Separating signal from noise in coding evaluations
OpenAI Blog · 2026-07-08
OpenAI audits SWE-Bench Pro and finds approximately 30% of its 731 tasks are broken due to overly strict tests, underspecified prompts, and low-coverage tests, retracting its earlier recommendation to adopt the benchmark.
Extraction
Topics: coding-benchmarksbenchmark-evaluationai-evaluationsoftware-engineering-agents
Claims
- Approximately 30% of SWE-Bench Pro tasks are broken, based on a combined human-and-agent audit pipeline.
- Four primary failure categories were identified: overly strict tests, underspecified prompts, low-coverage tests, and misleading prompts.
- Human reviewers marked more tasks as broken than the investigator-agent pipeline, with humans selecting 'low-coverage tests' as the most common issue at 9.4% versus 4.1% for agents.
- Frontier models improved from a 23.3% to 80.3% pass rate on SWE-Bench Pro's public split in eight months, suggesting rapid saturation of a flawed benchmark.
- OpenAI retracts its earlier recommendation to adopt SWE-Bench Pro and calls for new benchmarks built specifically to test model capabilities by experienced software developers.
Key quotes
We estimate that ~30% of SWE-bench Pro tasks are broken, and advise that model developers carefully examine results.
Issues and pull requests from open-source repositories were originally created for human collaboration, often through long back-and-forths between maintainers and contributors. As a result, problem descriptions, merged code, and unit tests do not always line up to form clean, isolated tasks for evaluating models reliably.
Given the issues uncovered in this analysis, we retract our earlier recommendation to adopt SWE-Bench Pro.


TASK DIRECTIONS: The material below holds pictures, which are to be left out; copy exactly the lines from the one with "Identify the area occupied by girl." through the one with "I am looking".

*** DATA FOR THIS EXERCISE ***

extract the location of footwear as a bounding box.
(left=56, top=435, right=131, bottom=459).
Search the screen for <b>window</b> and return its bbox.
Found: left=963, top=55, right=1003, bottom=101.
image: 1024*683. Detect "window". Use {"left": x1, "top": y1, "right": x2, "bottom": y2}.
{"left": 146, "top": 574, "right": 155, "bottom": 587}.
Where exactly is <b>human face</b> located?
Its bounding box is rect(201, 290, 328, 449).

*** End of DATA FOR THIS EXERCISE ***
*** DATA FOR THIS EXERCISE ***

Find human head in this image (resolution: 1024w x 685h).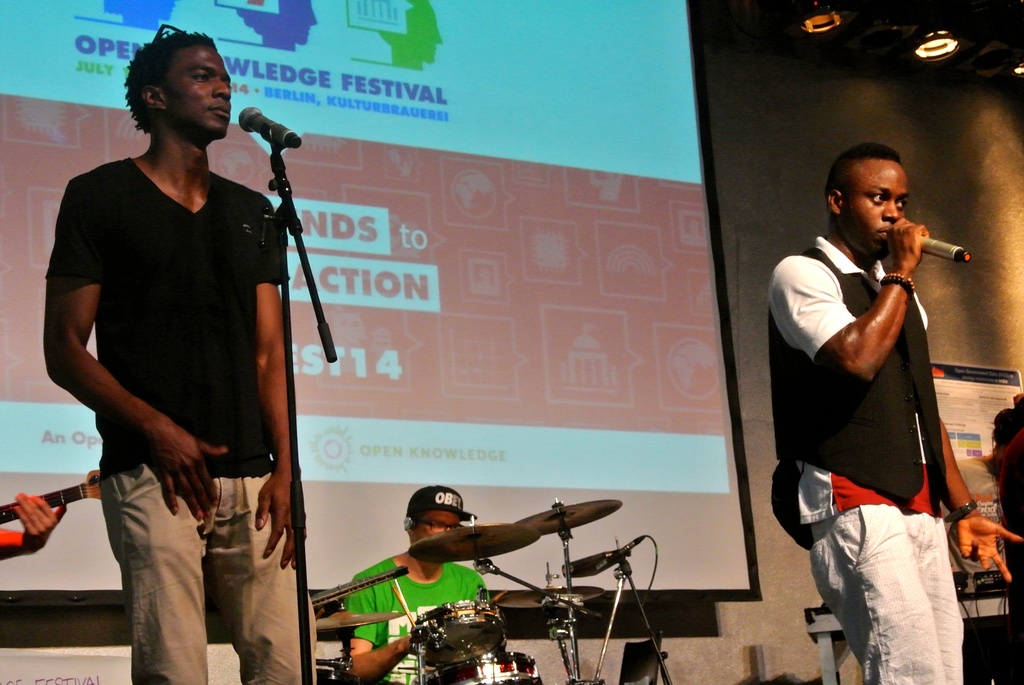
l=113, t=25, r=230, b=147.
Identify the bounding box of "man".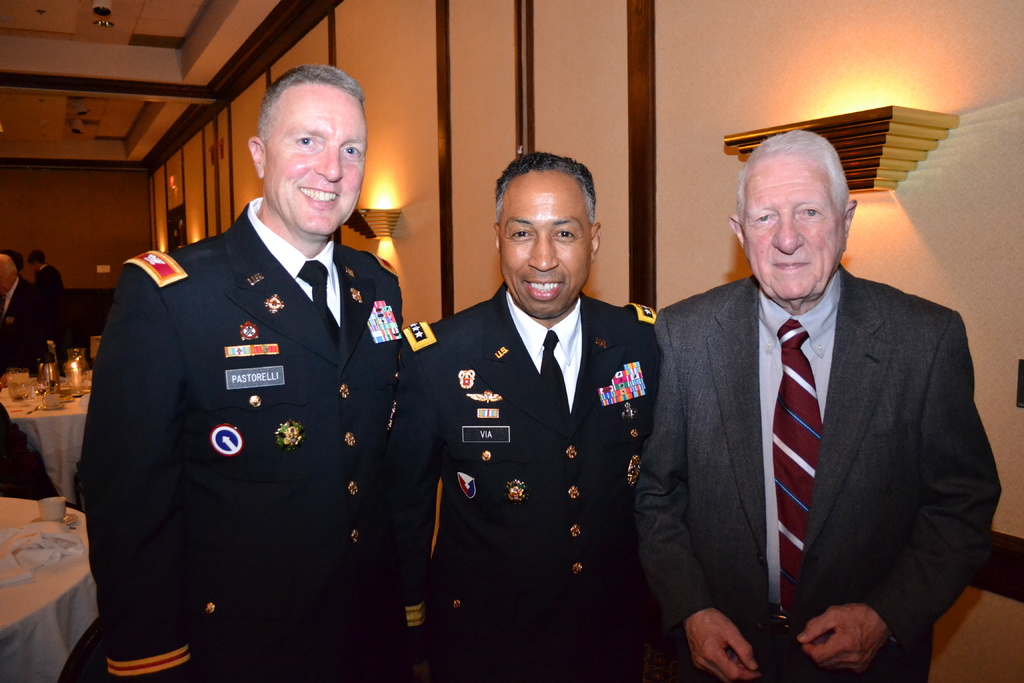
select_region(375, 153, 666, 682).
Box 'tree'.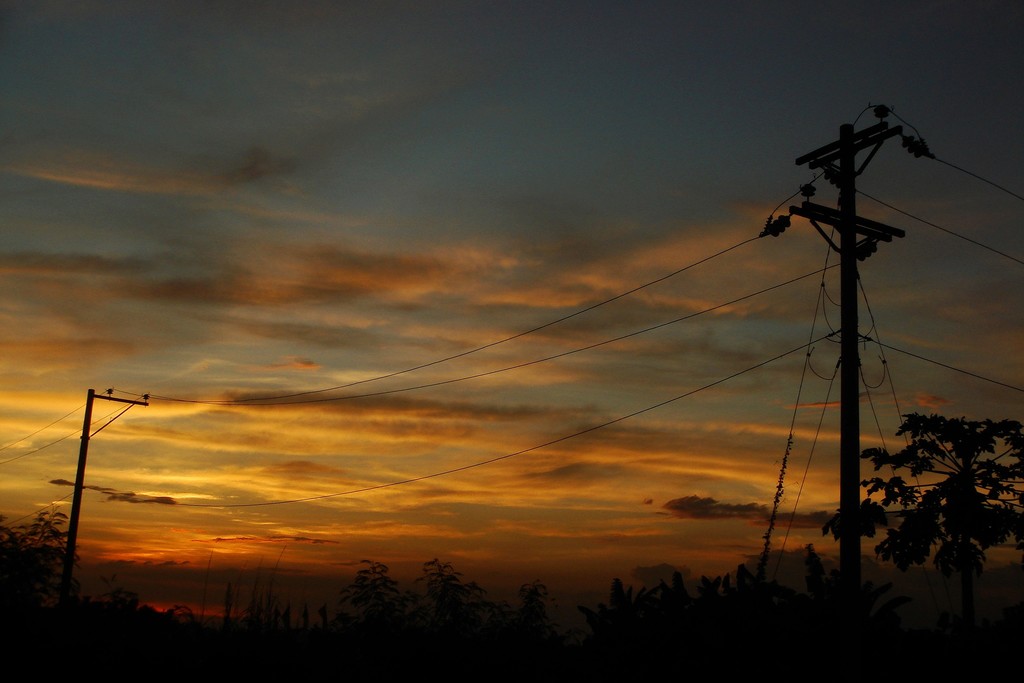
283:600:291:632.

*** End of DATA FOR THIS EXERCISE ***
*** DATA FOR THIS EXERCISE ***

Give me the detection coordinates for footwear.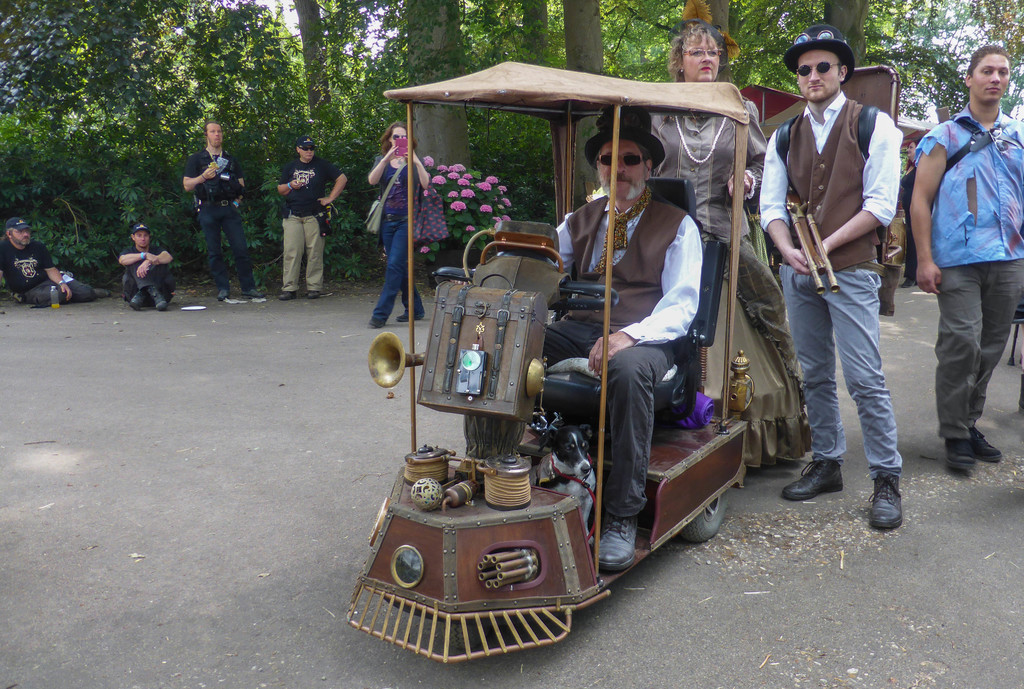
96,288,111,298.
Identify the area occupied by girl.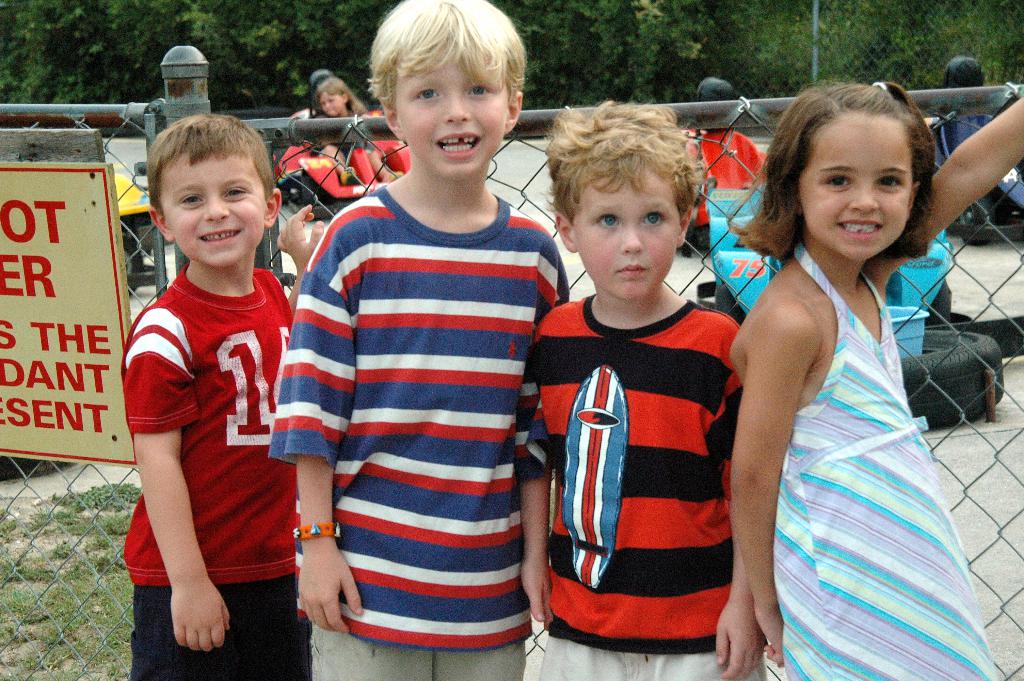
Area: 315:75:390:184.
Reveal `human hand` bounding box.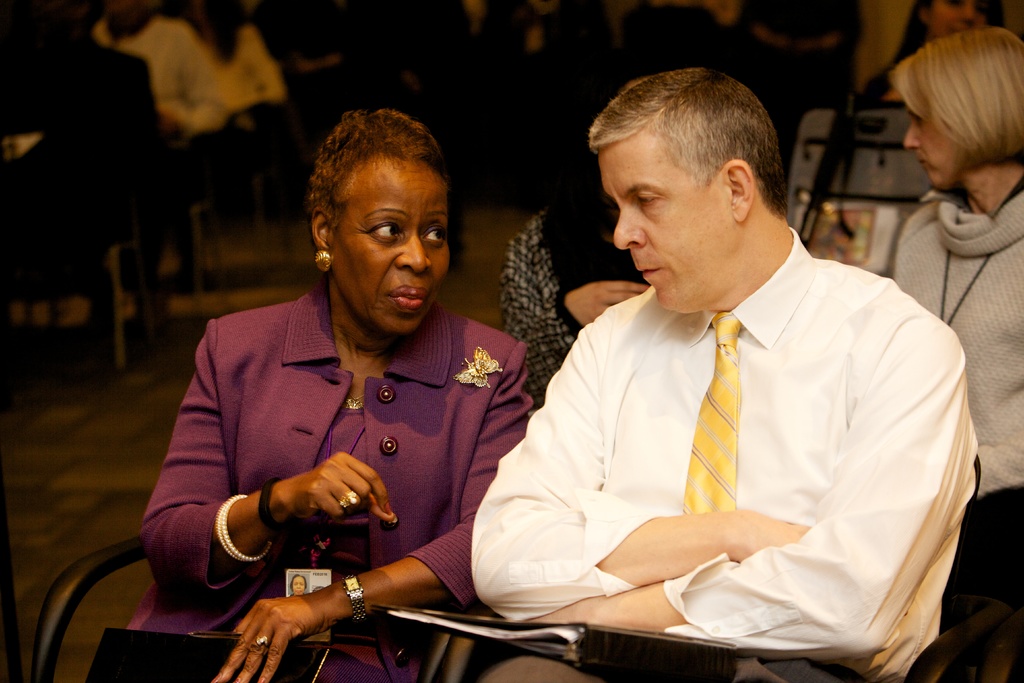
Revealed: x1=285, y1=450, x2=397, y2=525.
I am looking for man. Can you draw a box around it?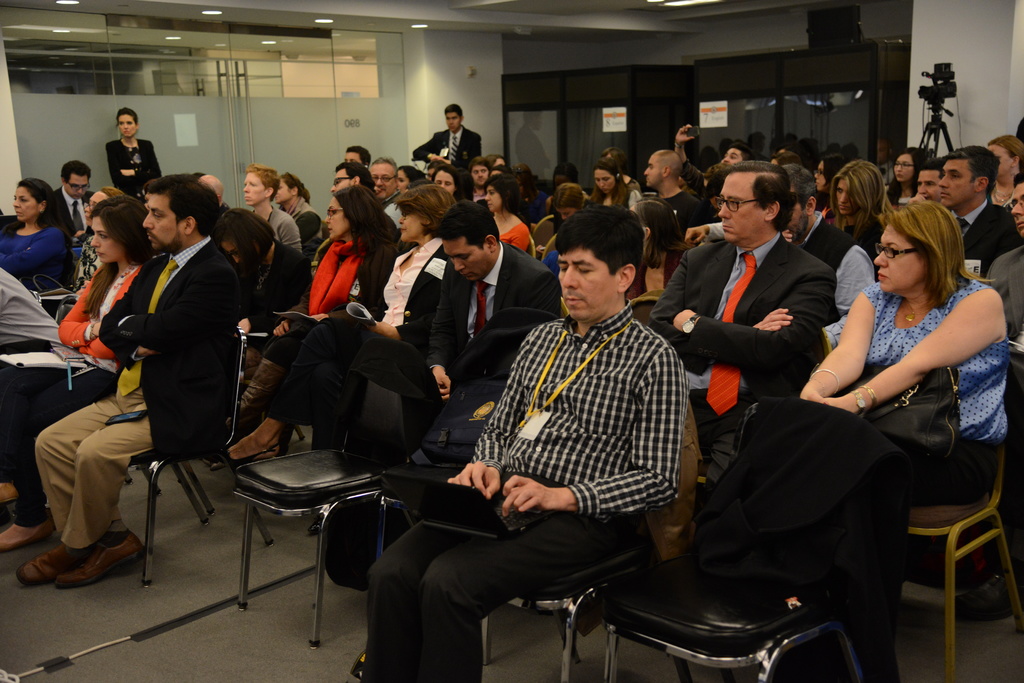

*** End of DATA FOR THIS EXERCISE ***

OUTPUT FOR THIS EXERCISE:
Identify the area occupied by girl.
Area: 315:75:390:184.
Reveal `human hand` bounding box.
Revealed: x1=285, y1=450, x2=397, y2=525.
I am looking for man. Can you draw a box around it?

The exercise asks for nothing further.